LinkedIn Marketing for Small Businesses
The most underrated channel for winning business-to-business work.
For any business that sells to other businesses, LinkedIn is often the highest-value social platform — and the most underused. It is where decision-makers actually are.
Here is how to use it well without it eating your week.
Profiles before posts
Your personal profile and company page are sales tools — sort them first. A clear headline, a proper about section and a few client results turn profile visits into enquiries.
People buy from people, so an active, credible personal profile usually outperforms a quiet company page.
Share useful, human content
Post things your ideal client would find genuinely useful — lessons, results, behind-the-scenes, honest opinions. Helpfulness and personality beat polished corporate broadcasts.
Consistency matters more than volume; a couple of good posts a week, every week, compounds.
Engage, don’t just broadcast
Comment thoughtfully on others’ posts, reply to everyone who engages with yours, and message new connections like a human, not a sales bot. Relationships, not reach, win the work.
We can build a simple, sustainable LinkedIn plan that fits around running your business.
Knowing whether LinkedIn is working
LinkedIn’s built-in analytics show post impressions, engagement rates and profile views. But the most important measure is simpler: are real work conversations starting as a result? Track how many enquiries originate from LinkedIn contacts each month.
Give it three months of consistent posting before judging results — LinkedIn rewards sustained presence, and trust builds incrementally. If nothing is happening after six months, the issue is usually the content or audience strategy rather than the platform itself.
LinkedIn for lead generation versus brand building
Lead generation on LinkedIn means actively prospecting: connecting with target clients, sharing content that attracts their attention, and moving conversations into a direct message. Brand building means publishing consistently so that when someone in your network has a relevant need, your name comes to mind. Both are valid; which you prioritise depends on how long your sales cycle is and what your business needs right now.
For most B2B service businesses, brand building through consistent content is the more sustainable starting point. It requires less daily effort than outreach and produces compounding results — people share useful posts, and your network grows organically. Once the brand presence is established, adding a more active lead generation approach layers on top of it effectively.
Common questions.
Is LinkedIn worth it for a local trade business?
How much time does it take?
What type of content tends to get the most engagement on LinkedIn?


**PROBLEM REQUIREMENTS:** Could each record be written out again exactly as it stands?

>>

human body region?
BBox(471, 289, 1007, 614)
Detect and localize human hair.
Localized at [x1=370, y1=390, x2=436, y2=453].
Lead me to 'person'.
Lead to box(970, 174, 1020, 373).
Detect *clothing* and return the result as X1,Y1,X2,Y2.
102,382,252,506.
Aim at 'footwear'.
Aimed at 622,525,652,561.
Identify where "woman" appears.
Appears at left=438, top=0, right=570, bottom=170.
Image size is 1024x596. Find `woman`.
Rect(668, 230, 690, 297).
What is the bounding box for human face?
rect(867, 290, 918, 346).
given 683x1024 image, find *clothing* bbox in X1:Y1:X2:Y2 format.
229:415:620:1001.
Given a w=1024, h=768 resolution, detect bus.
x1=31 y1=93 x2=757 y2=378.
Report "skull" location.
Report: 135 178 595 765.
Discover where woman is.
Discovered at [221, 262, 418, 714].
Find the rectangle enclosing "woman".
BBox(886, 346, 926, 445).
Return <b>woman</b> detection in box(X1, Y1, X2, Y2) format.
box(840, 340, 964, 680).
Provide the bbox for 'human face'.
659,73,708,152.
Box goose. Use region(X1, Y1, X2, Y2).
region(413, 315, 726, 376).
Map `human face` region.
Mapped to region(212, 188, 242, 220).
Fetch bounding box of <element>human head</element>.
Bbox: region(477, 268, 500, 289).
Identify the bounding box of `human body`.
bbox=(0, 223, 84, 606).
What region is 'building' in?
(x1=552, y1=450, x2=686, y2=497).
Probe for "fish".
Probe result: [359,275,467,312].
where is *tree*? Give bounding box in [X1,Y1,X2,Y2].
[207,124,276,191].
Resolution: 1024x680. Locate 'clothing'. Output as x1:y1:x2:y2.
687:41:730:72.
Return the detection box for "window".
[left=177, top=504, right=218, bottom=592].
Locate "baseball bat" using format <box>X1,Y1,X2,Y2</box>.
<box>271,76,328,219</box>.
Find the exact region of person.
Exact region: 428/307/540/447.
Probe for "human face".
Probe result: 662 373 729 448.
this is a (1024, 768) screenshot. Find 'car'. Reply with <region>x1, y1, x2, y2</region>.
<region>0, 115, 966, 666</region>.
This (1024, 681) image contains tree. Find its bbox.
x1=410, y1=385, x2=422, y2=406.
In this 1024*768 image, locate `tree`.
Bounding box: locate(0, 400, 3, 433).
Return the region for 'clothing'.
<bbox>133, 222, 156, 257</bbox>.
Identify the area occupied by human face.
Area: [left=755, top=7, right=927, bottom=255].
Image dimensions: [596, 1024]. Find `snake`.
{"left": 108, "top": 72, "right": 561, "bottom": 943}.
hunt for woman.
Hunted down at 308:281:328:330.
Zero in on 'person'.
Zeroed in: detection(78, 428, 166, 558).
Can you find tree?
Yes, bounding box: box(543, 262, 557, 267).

<<

**WRITTEN ANSWER:**
human body region?
BBox(471, 289, 1007, 614)
Detect and localize human hair.
Localized at [x1=370, y1=390, x2=436, y2=453].
Lead me to 'person'.
Lead to box(970, 174, 1020, 373).
Detect *clothing* and return the result as X1,Y1,X2,Y2.
102,382,252,506.
Aim at 'footwear'.
Aimed at 622,525,652,561.
Identify where "woman" appears.
Appears at left=438, top=0, right=570, bottom=170.
Image size is 1024x596. Find `woman`.
Rect(668, 230, 690, 297).
What is the bounding box for human face?
rect(867, 290, 918, 346).
given 683x1024 image, find *clothing* bbox in X1:Y1:X2:Y2 format.
229:415:620:1001.
Given a w=1024, h=768 resolution, detect bus.
x1=31 y1=93 x2=757 y2=378.
Report "skull" location.
Report: 135 178 595 765.
Discover where woman is.
Discovered at [221, 262, 418, 714].
Find the rectangle enclosing "woman".
BBox(886, 346, 926, 445).
Return <b>woman</b> detection in box(X1, Y1, X2, Y2) format.
box(840, 340, 964, 680).
Provide the bbox for 'human face'.
659,73,708,152.
Box goose. Use region(X1, Y1, X2, Y2).
region(413, 315, 726, 376).
Map `human face` region.
Mapped to region(212, 188, 242, 220).
Fetch bounding box of <element>human head</element>.
Bbox: region(477, 268, 500, 289).
Identify the bounding box of `human body`.
bbox=(0, 223, 84, 606).
What region is 'building' in?
(x1=552, y1=450, x2=686, y2=497).
Probe for "fish".
Probe result: [359,275,467,312].
where is *tree*? Give bounding box in [X1,Y1,X2,Y2].
[207,124,276,191].
Resolution: 1024x680. Locate 'clothing'. Output as x1:y1:x2:y2.
687:41:730:72.
Return the detection box for "window".
[left=177, top=504, right=218, bottom=592].
Locate "baseball bat" using format <box>X1,Y1,X2,Y2</box>.
<box>271,76,328,219</box>.
Find the exact region of person.
Exact region: 428/307/540/447.
Probe for "human face".
Probe result: 662 373 729 448.
this is a (1024, 768) screenshot. Find 'car'. Reply with <region>x1, y1, x2, y2</region>.
<region>0, 115, 966, 666</region>.
This (1024, 681) image contains tree. Find its bbox.
x1=410, y1=385, x2=422, y2=406.
In this 1024*768 image, locate `tree`.
Bounding box: locate(0, 400, 3, 433).
Return the region for 'clothing'.
<bbox>133, 222, 156, 257</bbox>.
Identify the area occupied by human face.
Area: [left=755, top=7, right=927, bottom=255].
Image dimensions: [596, 1024]. Find `snake`.
{"left": 108, "top": 72, "right": 561, "bottom": 943}.
hunt for woman.
Hunted down at 308:281:328:330.
Zero in on 'person'.
Zeroed in: detection(78, 428, 166, 558).
Can you find tree?
Yes, bounding box: box(543, 262, 557, 267).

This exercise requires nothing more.